I’ve been thinking a lot lately about the pressures facing higher education—cost, outcomes, access, and the sustainability of the institutions themselves. But this week, the big picture finally clicked into place. The real question isn’t whether the sector should evolve. It’s how different policy frameworks are trying to shape that evolution. Understanding the contrast between demand-side and supply-side dynamics is essential in order to make meaningful progress on the reforms that many policymakers on both sides of the political aisle say the sector needs.
The big picture
Higher education isn’t under sudden attack—it’s experiencing a new phase in a long-standing debate. For more than a decade, policymakers across the political spectrum have focused on reforming the sector’s cost structure, outcomes, and return on investment.
While the Biden administration emphasized demand-side tools—expanding access, improving affordability, and tracking student outcomes—the current approach reflects a shift toward supply-side thinking, focused on structural realignment through constrained resources.
What’s happening
Recent federal proposals offer a clearer picture of what supply-side reform looks like in practice:
Caps on indirect cost reimbursements for research
Reductions in federal research grant funding
A proposed increase in the endowment tax
New limits on federal student loans
Elimination of PLUS loans for graduate and professional students
These policies aim to change institutional behavior by reshaping the financial environment in which colleges and universities operate.
Why it matters
Higher education faces the same challenge: expanding access, controlling costs, and improving ROI. Reform is now driven by upstream inputs, shifting focus from student-centered metrics to funding structures, tax treatment, and loan availability. This approach alters financial conditions rather than mandating specific outcomes.
Reform isn’t optional. The priorities are clear. Achieving meaningful progress on those fronts remains our most important work. The incentives may have shifted, but the opportunity endures.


YOUR OBJECTIVE: Output the whole listing exactly, except for the pictures in it.

━━━━━━━━━━━━━━━━

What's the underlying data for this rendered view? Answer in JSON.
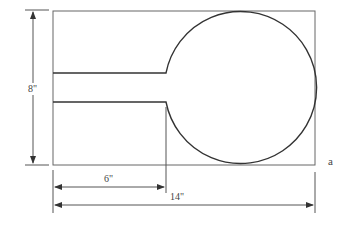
{
  "figure": {
    "label": "a",
    "dimensions": {
      "height": "8\"",
      "stem_length": "6\"",
      "total_length": "14\""
    }
  }
}
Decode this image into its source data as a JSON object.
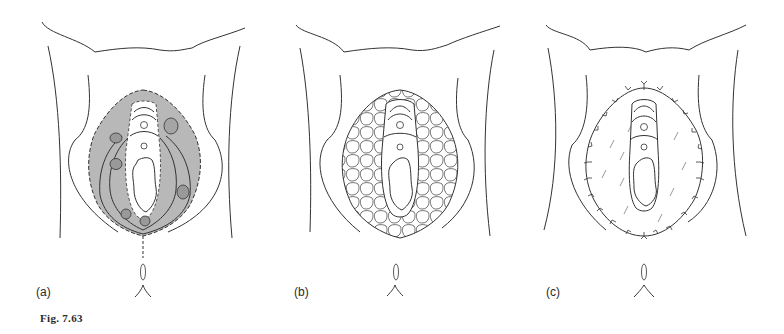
{
  "figure": {
    "caption": "Fig. 7.63",
    "panels": [
      {
        "label": "(a)",
        "style": "shaded-area-with-dashed-border-and-hatched-lesions"
      },
      {
        "label": "(b)",
        "style": "cobblestone-pattern-fill"
      },
      {
        "label": "(c)",
        "style": "sutured-outline-with-graft-strokes"
      }
    ],
    "colors": {
      "line": "#333333",
      "shade": "#b8b8b8",
      "background": "#ffffff"
    }
  }
}
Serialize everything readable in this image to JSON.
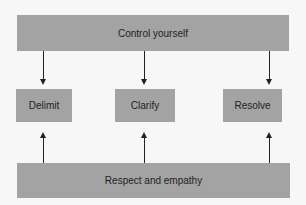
{
  "diagram": {
    "top_bar": {
      "label": "Control yourself"
    },
    "boxes": [
      {
        "label": "Delimit"
      },
      {
        "label": "Clarify"
      },
      {
        "label": "Resolve"
      }
    ],
    "bottom_bar": {
      "label": "Respect and empathy"
    },
    "colors": {
      "fill": "#a3a3a3",
      "background": "#f7f7f7",
      "arrow": "#222222"
    }
  }
}
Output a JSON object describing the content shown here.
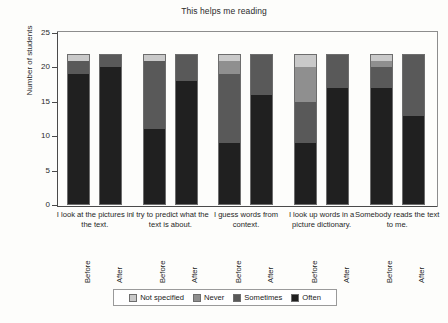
{
  "chart_data": {
    "type": "bar",
    "subtype": "stacked-bar",
    "title": "This helps me reading",
    "xlabel": "",
    "ylabel": "Number of students",
    "ylim": [
      0,
      25
    ],
    "yticks": [
      0,
      5,
      10,
      15,
      20,
      25
    ],
    "grid": false,
    "legend_position": "bottom",
    "legend": [
      "Not specified",
      "Never",
      "Sometimes",
      "Often"
    ],
    "series_colors": [
      "#c9c9c9",
      "#8f8f8f",
      "#595959",
      "#202020"
    ],
    "categories": [
      "I look at the pictures in the text.",
      "I try to predict what the text is about.",
      "I guess words from context.",
      "I look up words in a picture dictionary.",
      "Somebody reads the text to me."
    ],
    "subgroups": [
      "Before",
      "After"
    ],
    "series": [
      {
        "name": "Often",
        "values": {
          "Before": [
            19,
            11,
            9,
            9,
            17
          ],
          "After": [
            20,
            18,
            16,
            17,
            13
          ]
        }
      },
      {
        "name": "Sometimes",
        "values": {
          "Before": [
            2,
            10,
            10,
            6,
            3
          ],
          "After": [
            2,
            4,
            6,
            5,
            9
          ]
        }
      },
      {
        "name": "Never",
        "values": {
          "Before": [
            0,
            0,
            2,
            5,
            1
          ],
          "After": [
            0,
            0,
            0,
            0,
            0
          ]
        }
      },
      {
        "name": "Not specified",
        "values": {
          "Before": [
            1,
            1,
            1,
            2,
            1
          ],
          "After": [
            0,
            0,
            0,
            0,
            0
          ]
        }
      }
    ],
    "totals": {
      "Before": [
        22,
        22,
        22,
        22,
        22
      ],
      "After": [
        22,
        22,
        22,
        22,
        22
      ]
    }
  },
  "axis": {
    "y_title": "Number of students",
    "y_ticks": [
      "0",
      "5",
      "10",
      "15",
      "20",
      "25"
    ]
  },
  "legend": {
    "items": [
      {
        "label": "Not specified",
        "color": "#c9c9c9"
      },
      {
        "label": "Never",
        "color": "#8f8f8f"
      },
      {
        "label": "Sometimes",
        "color": "#595959"
      },
      {
        "label": "Often",
        "color": "#202020"
      }
    ]
  },
  "categories": [
    {
      "label": "I look at the pictures in the text.",
      "before": "Before",
      "after": "After"
    },
    {
      "label": "I try to predict what the text is about.",
      "before": "Before",
      "after": "After"
    },
    {
      "label": "I guess words from context.",
      "before": "Before",
      "after": "After"
    },
    {
      "label": "I look up words in a picture dictionary.",
      "before": "Before",
      "after": "After"
    },
    {
      "label": "Somebody reads the text to me.",
      "before": "Before",
      "after": "After"
    }
  ],
  "title": "This helps me reading"
}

━━━━━━━━━━━━━━━━

RESULT OF THIS EXERCISE:
What's the underlying data for this rendered view? Answer in JSON.
{
  "figure": {
    "label": "a",
    "dimensions": {
      "height": "8\"",
      "stem_length": "6\"",
      "total_length": "14\""
    }
  }
}
Decode this image into its source data as a JSON object.
{
  "figure": {
    "caption": "Fig. 7.63",
    "panels": [
      {
        "label": "(a)",
        "style": "shaded-area-with-dashed-border-and-hatched-lesions"
      },
      {
        "label": "(b)",
        "style": "cobblestone-pattern-fill"
      },
      {
        "label": "(c)",
        "style": "sutured-outline-with-graft-strokes"
      }
    ],
    "colors": {
      "line": "#333333",
      "shade": "#b8b8b8",
      "background": "#ffffff"
    }
  }
}
Serialize everything readable in this image to JSON.
{
  "diagram": {
    "top_bar": {
      "label": "Control yourself"
    },
    "boxes": [
      {
        "label": "Delimit"
      },
      {
        "label": "Clarify"
      },
      {
        "label": "Resolve"
      }
    ],
    "bottom_bar": {
      "label": "Respect and empathy"
    },
    "colors": {
      "fill": "#a3a3a3",
      "background": "#f7f7f7",
      "arrow": "#222222"
    }
  }
}
Output a JSON object describing the content shown here.
{
  "chart_data": {
    "type": "bar",
    "subtype": "stacked-bar",
    "title": "This helps me reading",
    "xlabel": "",
    "ylabel": "Number of students",
    "ylim": [
      0,
      25
    ],
    "yticks": [
      0,
      5,
      10,
      15,
      20,
      25
    ],
    "grid": false,
    "legend_position": "bottom",
    "legend": [
      "Not specified",
      "Never",
      "Sometimes",
      "Often"
    ],
    "series_colors": [
      "#c9c9c9",
      "#8f8f8f",
      "#595959",
      "#202020"
    ],
    "categories": [
      "I look at the pictures in the text.",
      "I try to predict what the text is about.",
      "I guess words from context.",
      "I look up words in a picture dictionary.",
      "Somebody reads the text to me."
    ],
    "subgroups": [
      "Before",
      "After"
    ],
    "series": [
      {
        "name": "Often",
        "values": {
          "Before": [
            19,
            11,
            9,
            9,
            17
          ],
          "After": [
            20,
            18,
            16,
            17,
            13
          ]
        }
      },
      {
        "name": "Sometimes",
        "values": {
          "Before": [
            2,
            10,
            10,
            6,
            3
          ],
          "After": [
            2,
            4,
            6,
            5,
            9
          ]
        }
      },
      {
        "name": "Never",
        "values": {
          "Before": [
            0,
            0,
            2,
            5,
            1
          ],
          "After": [
            0,
            0,
            0,
            0,
            0
          ]
        }
      },
      {
        "name": "Not specified",
        "values": {
          "Before": [
            1,
            1,
            1,
            2,
            1
          ],
          "After": [
            0,
            0,
            0,
            0,
            0
          ]
        }
      }
    ],
    "totals": {
      "Before": [
        22,
        22,
        22,
        22,
        22
      ],
      "After": [
        22,
        22,
        22,
        22,
        22
      ]
    }
  },
  "axis": {
    "y_title": "Number of students",
    "y_ticks": [
      "0",
      "5",
      "10",
      "15",
      "20",
      "25"
    ]
  },
  "legend": {
    "items": [
      {
        "label": "Not specified",
        "color": "#c9c9c9"
      },
      {
        "label": "Never",
        "color": "#8f8f8f"
      },
      {
        "label": "Sometimes",
        "color": "#595959"
      },
      {
        "label": "Often",
        "color": "#202020"
      }
    ]
  },
  "categories": [
    {
      "label": "I look at the pictures in the text.",
      "before": "Before",
      "after": "After"
    },
    {
      "label": "I try to predict what the text is about.",
      "before": "Before",
      "after": "After"
    },
    {
      "label": "I guess words from context.",
      "before": "Before",
      "after": "After"
    },
    {
      "label": "I look up words in a picture dictionary.",
      "before": "Before",
      "after": "After"
    },
    {
      "label": "Somebody reads the text to me.",
      "before": "Before",
      "after": "After"
    }
  ],
  "title": "This helps me reading"
}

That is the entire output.